Your objective: The entries are to be printed again word for word, but no picture may appear.

Source data:
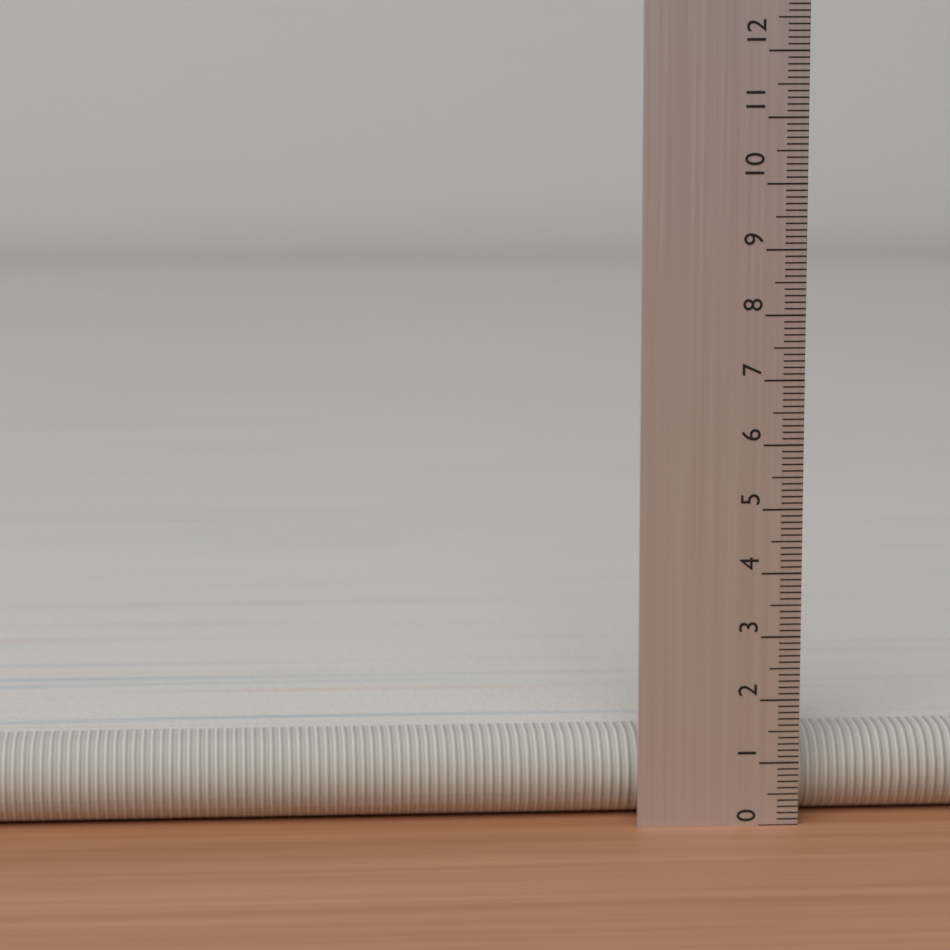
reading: 1.3 (no unit)
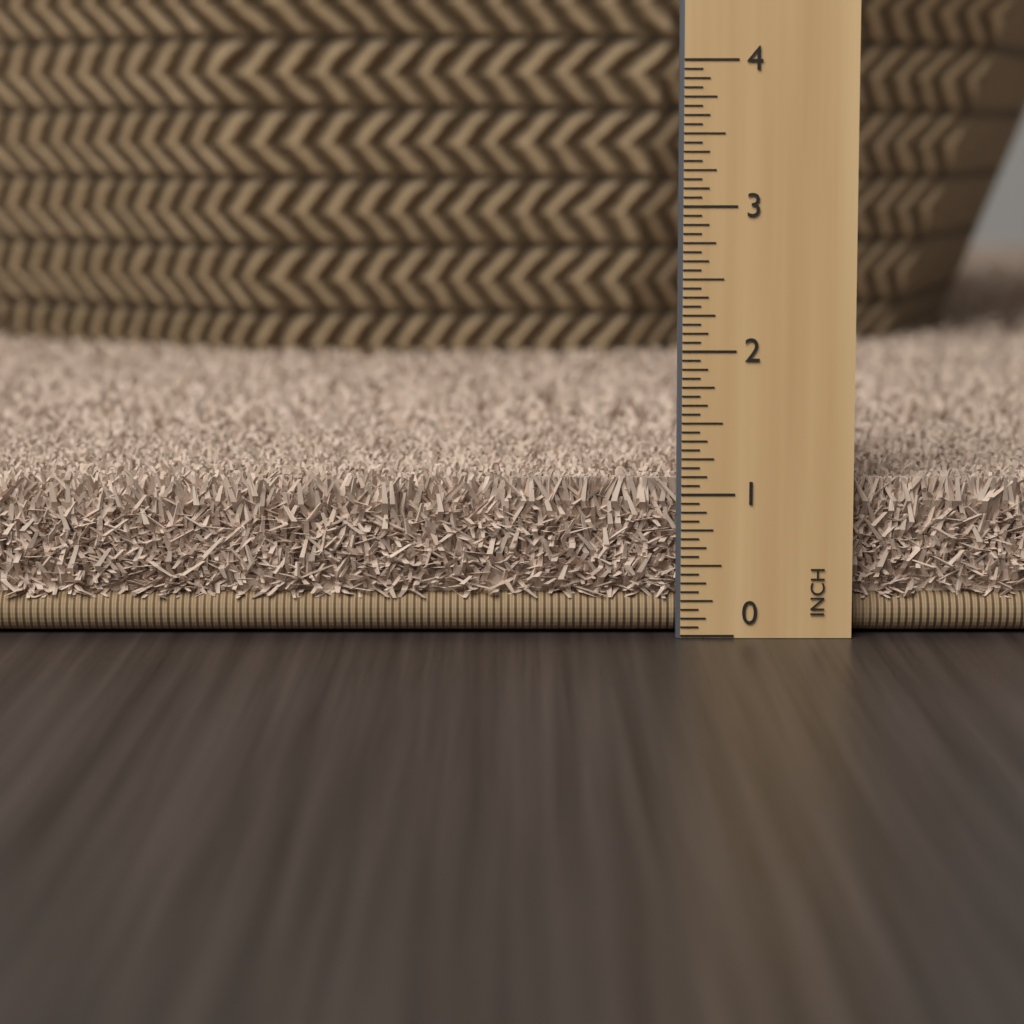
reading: 1.1000 in
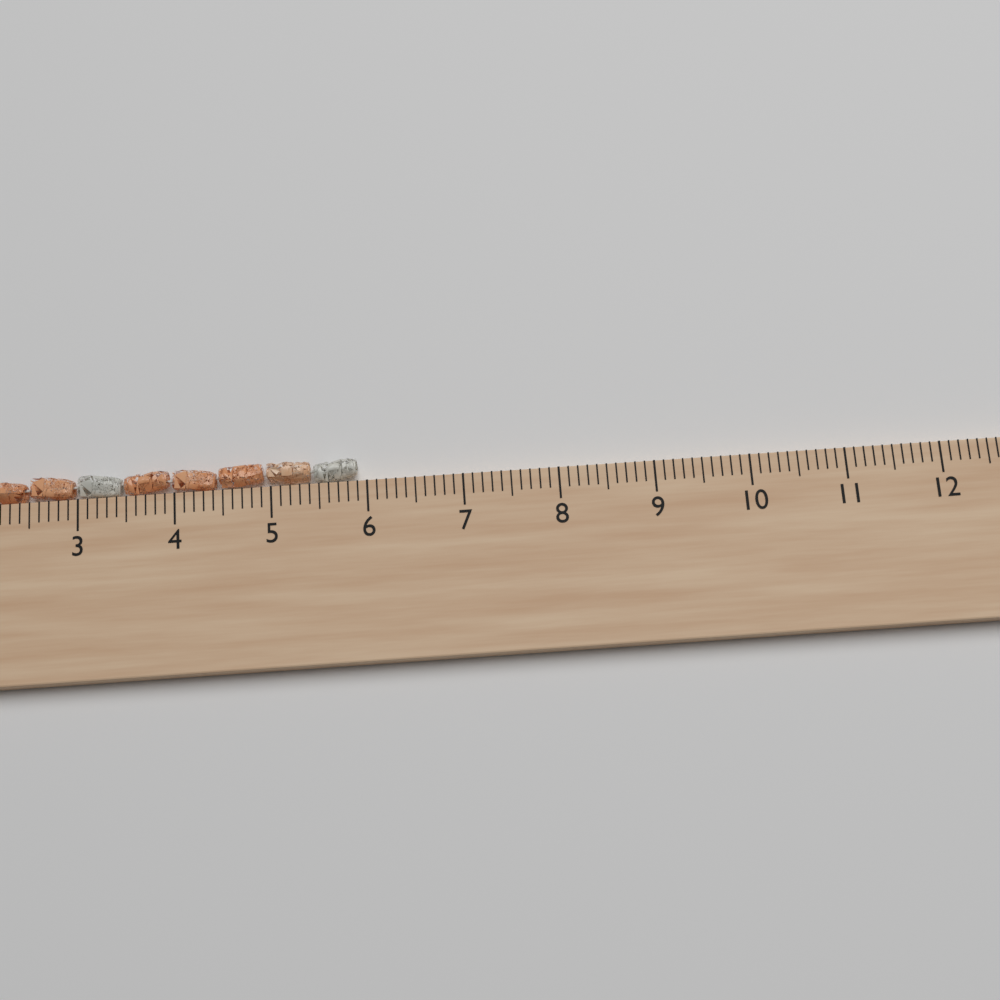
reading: 5.9 cm
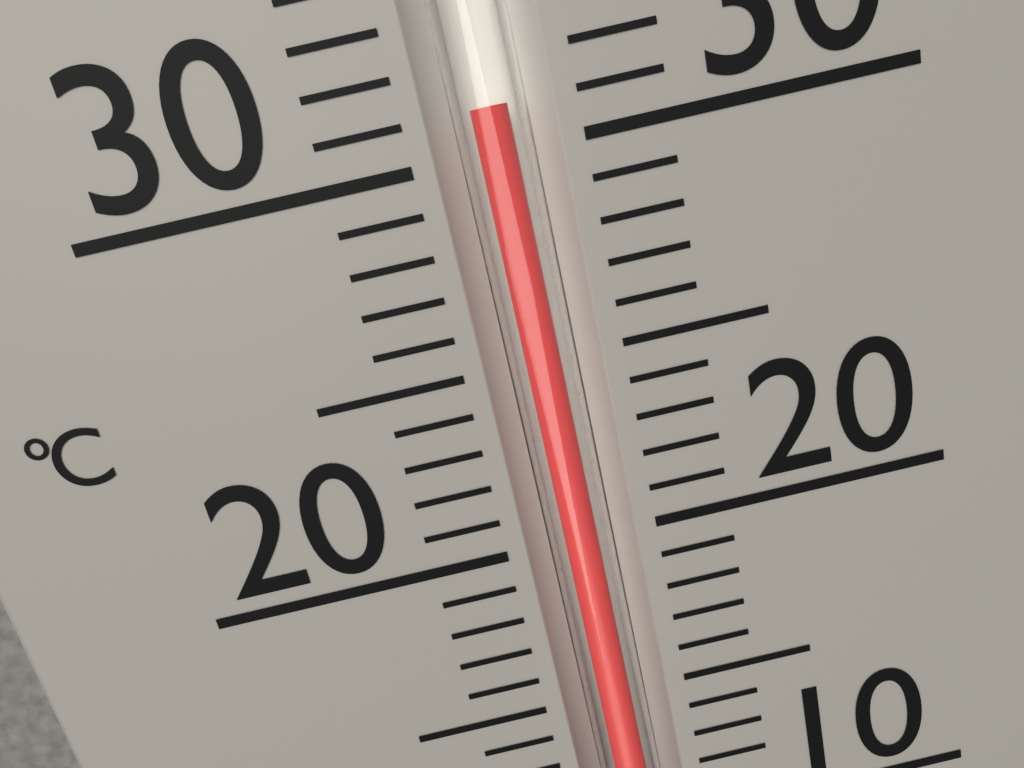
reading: 31 °C
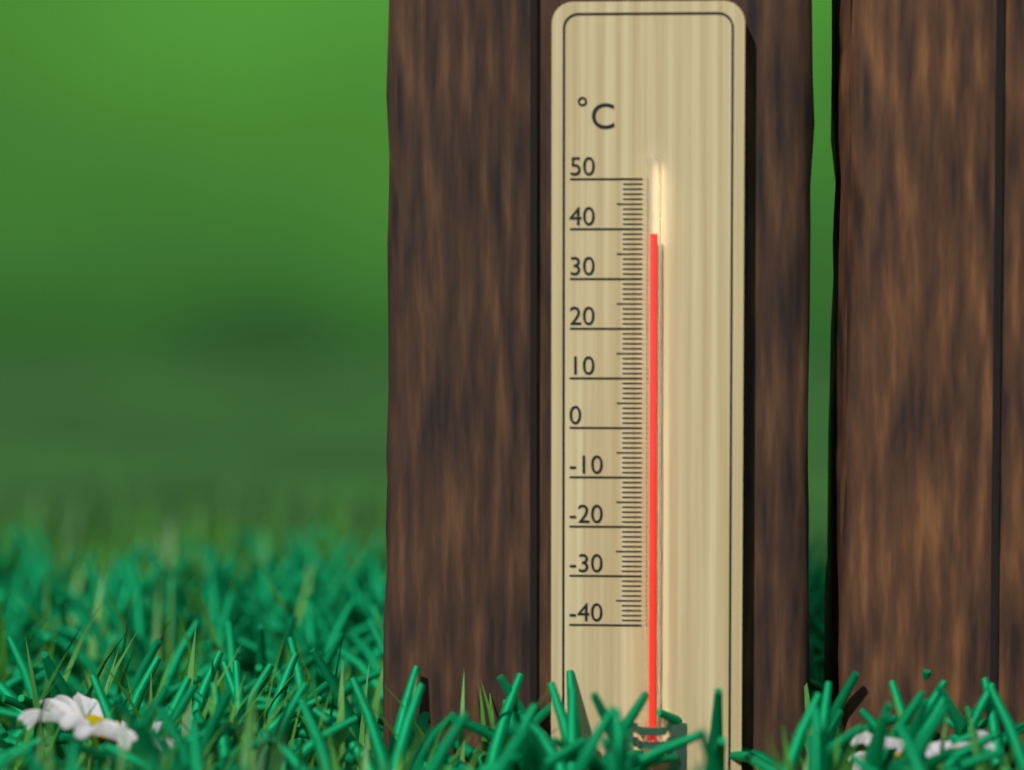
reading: 39 °C
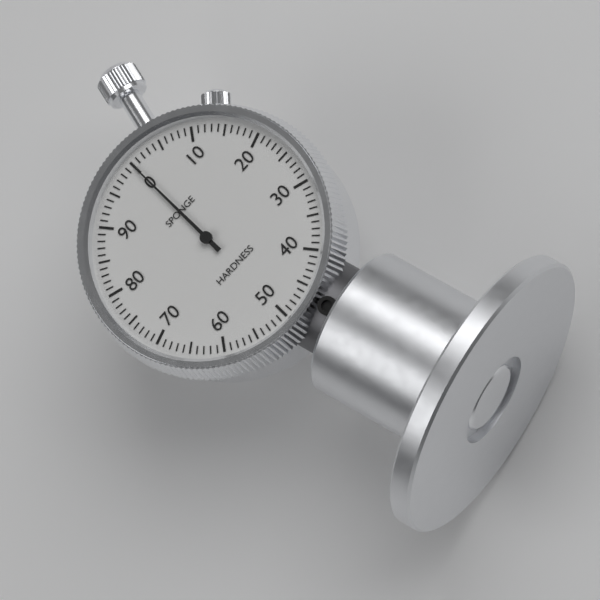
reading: 0 (no unit)
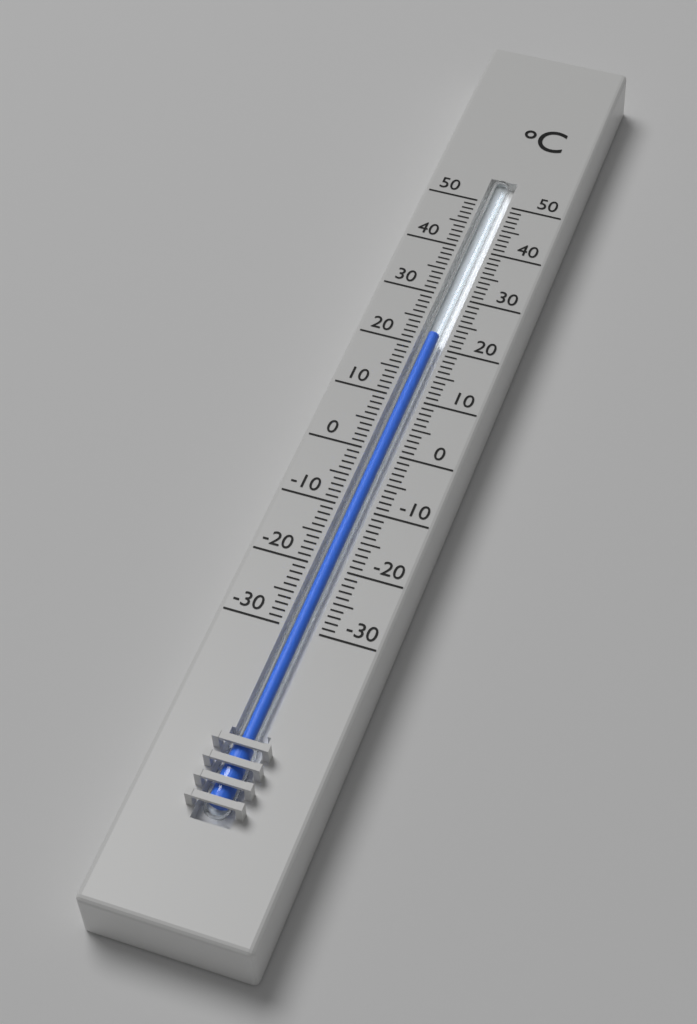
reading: 22 °C
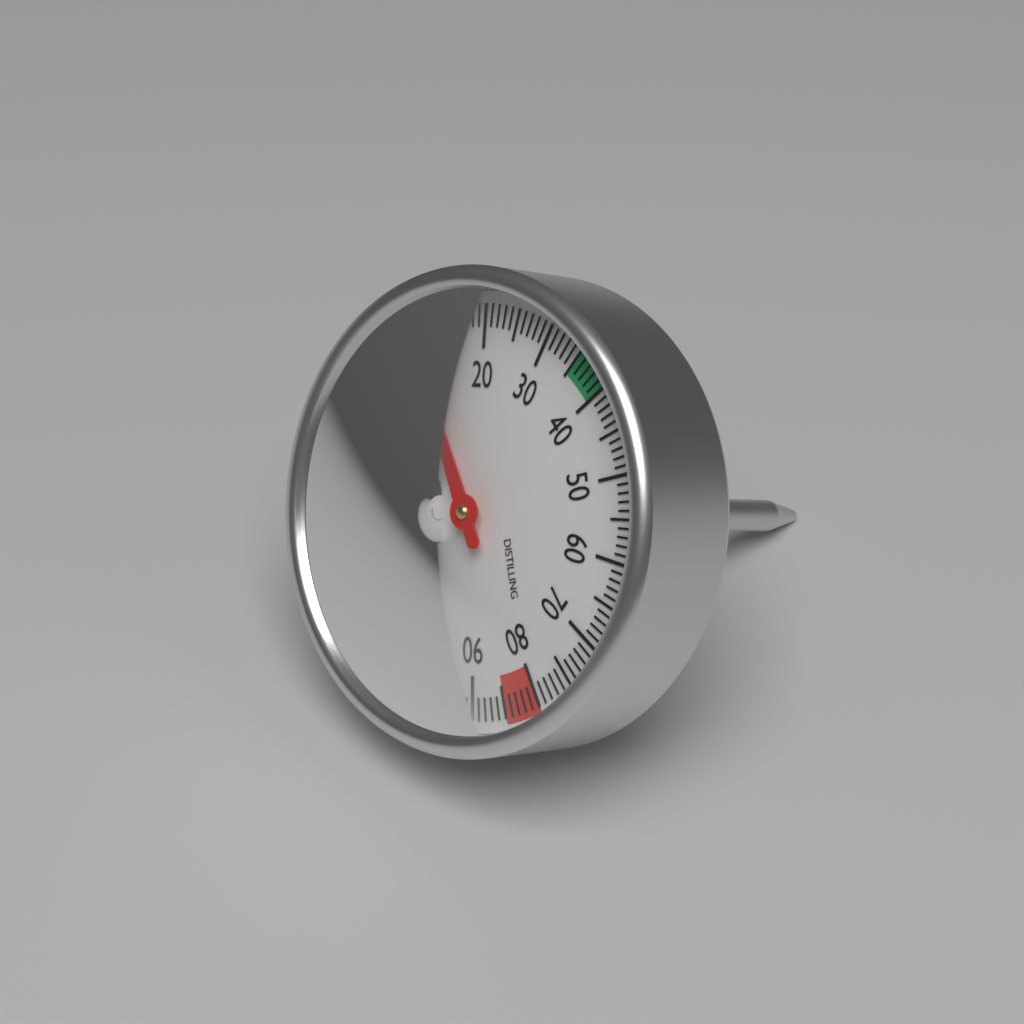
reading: 9 °C
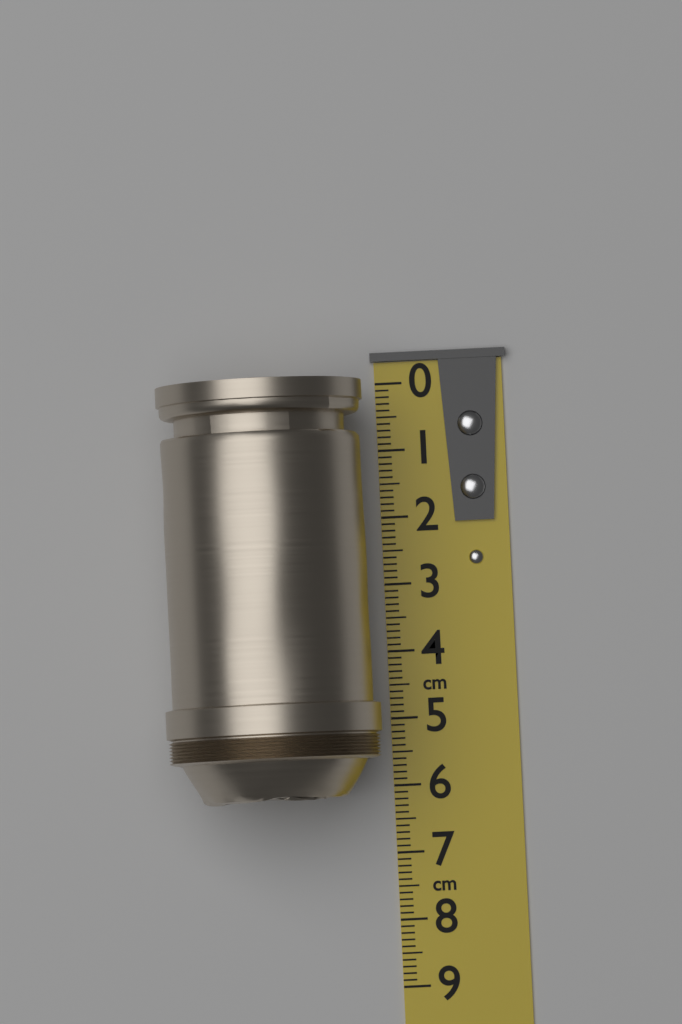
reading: 6.2 cm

Answer to the problem:
reading: 1.3 (no unit)
reading: 1.1000 in
reading: 5.9 cm
reading: 31 °C
reading: 39 °C
reading: 0 (no unit)
reading: 22 °C
reading: 9 °C
reading: 6.2 cm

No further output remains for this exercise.